Know where your models came from. Download from official sources (Hugging Face, Ollama library). Verify checksums. Don't run models of unknown origin — they can be modified to include backdoors or biased behavior.

Cost Analysis: Private vs. Cloud

Here's the math that actually matters.

Cloud API Costs (Monthly)

Assumptions: 20 users, average 50 queries per day each, average 1,000 tokens per query (input + output).

  • GPT-4 class: ~$1,500-3,000/month

  • GPT-3.5/Claude Haiku class: ~$150-300/month

  • Embedding API calls: ~$50-100/month

Total: $200-3,100/month depending on model tier.

Private Stack Costs (Monthly, Amortized)

Assumptions: Budget build ($4,000 hardware), 36-month amortization, 20 users.

  • Hardware amortization: ~$111/month

  • Electricity: ~$50-100/month (one GPU running 24/7)

  • Engineering time for setup and maintenance: ~$500-1,000/month (amortized across users, estimated at 2-4 hours/month of maintenance)

  • Internet/networking: ~$0 (uses existing infrastructure)

Total: $660-1,210/month.

When Private Wins

Private infrastructure wins economically when:

  • You're using GPT-4-class models heavily (the cloud premium is huge)

  • Your usage is growing (cloud costs scale linearly, private costs are mostly fixed)

  • You have multiple use cases sharing the same hardware

  • You already have engineering staff who can maintain the infrastructure

When Cloud Wins

Cloud wins when:

  • Your usage is low or unpredictable

  • You need the most capable models (GPT-4, Claude Opus)

  • You don't have engineering staff for infrastructure maintenance

  • You need to scale rapidly without hardware procurement delays

The Hybrid Reality

Most organizations end up hybrid. Private infrastructure handles the high-volume, privacy-sensitive, or cost-sensitive workloads. Cloud APIs handle the low-volume or capability-demanding tasks. A well-designed API gateway can route to either backend based on the request, making this transparent to applications.

Implementation Roadmap

If you're starting from zero, here's a practical order of operations:

Week 1-2: Foundation

  • Procure hardware or allocate existing server resources

  • Install Ollama, pull your primary model

  • Set up a reverse proxy with authentication

  • Deploy a basic monitoring stack (Prometheus + Grafana, or even just cron + logging)

Week 3-4: RAG Pipeline

  • Deploy Qdrant or pgvector

  • Build a document ingestion pipeline for your highest-value content

  • Implement a basic RAG endpoint (query → embed → retrieve → generate)

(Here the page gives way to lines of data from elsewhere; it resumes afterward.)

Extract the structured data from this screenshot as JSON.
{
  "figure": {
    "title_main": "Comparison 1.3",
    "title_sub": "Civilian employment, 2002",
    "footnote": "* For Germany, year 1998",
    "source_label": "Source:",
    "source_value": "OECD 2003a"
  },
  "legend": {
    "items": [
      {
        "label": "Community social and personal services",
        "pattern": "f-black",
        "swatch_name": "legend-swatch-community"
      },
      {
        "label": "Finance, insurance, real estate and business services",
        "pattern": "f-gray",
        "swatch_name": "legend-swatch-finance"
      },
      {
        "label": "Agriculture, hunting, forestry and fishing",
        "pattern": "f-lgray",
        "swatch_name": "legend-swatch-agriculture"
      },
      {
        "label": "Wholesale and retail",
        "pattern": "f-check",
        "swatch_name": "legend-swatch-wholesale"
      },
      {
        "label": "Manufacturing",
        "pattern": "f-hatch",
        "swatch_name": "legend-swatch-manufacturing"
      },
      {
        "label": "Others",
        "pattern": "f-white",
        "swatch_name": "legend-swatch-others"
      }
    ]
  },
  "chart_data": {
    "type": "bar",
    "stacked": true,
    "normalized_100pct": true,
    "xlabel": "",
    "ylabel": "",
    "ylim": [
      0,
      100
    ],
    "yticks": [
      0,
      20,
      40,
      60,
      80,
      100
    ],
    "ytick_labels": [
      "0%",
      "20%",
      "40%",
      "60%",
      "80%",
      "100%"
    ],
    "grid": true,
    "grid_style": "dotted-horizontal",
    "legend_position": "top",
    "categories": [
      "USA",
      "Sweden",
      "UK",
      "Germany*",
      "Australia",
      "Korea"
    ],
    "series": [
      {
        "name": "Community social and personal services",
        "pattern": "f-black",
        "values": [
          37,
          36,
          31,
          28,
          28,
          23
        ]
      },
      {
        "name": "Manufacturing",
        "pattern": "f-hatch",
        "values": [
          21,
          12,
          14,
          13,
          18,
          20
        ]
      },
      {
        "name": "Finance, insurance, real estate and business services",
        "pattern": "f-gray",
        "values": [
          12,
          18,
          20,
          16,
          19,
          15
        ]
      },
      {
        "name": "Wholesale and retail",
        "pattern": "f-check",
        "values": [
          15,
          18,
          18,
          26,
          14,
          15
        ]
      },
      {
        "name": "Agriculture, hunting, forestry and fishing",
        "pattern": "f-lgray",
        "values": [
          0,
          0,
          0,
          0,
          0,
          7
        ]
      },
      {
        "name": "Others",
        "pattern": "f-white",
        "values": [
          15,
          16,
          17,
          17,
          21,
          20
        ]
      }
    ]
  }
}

  • Test with real users on real questions

Month 2: Polish

  • Add rate limiting and per-user tracking

  • Improve chunking and retrieval quality based on real usage

  • Set up alerting for infrastructure issues

  • Document the system for your team

Month 3+: Expand

  • Add more document sources to your RAG pipeline

  • Evaluate additional models for specific use cases

  • Build application-specific integrations (Slack bot, IDE plugin, internal tool)

  • Consider vLLM migration if Ollama's throughput becomes limiting

The key principle: get something working with real users as fast as possible, then improve it. A simple system that people actually use teaches you more than a perfect architecture that's still in planning.

What You're Really Building

A private AI stack isn't just infrastructure. It's an organizational capability. Once you have the ability to run models on your own terms, with your own data, on your own schedule, you can experiment freely. You can try new models the day they're released. You can build internal tools without negotiating API budgets. You can prototype applications that would be too expensive to test against cloud APIs.

The infrastructure is the boring part. The capability it unlocks is the interesting part. Build the infrastructure right so you can focus on what you do with it.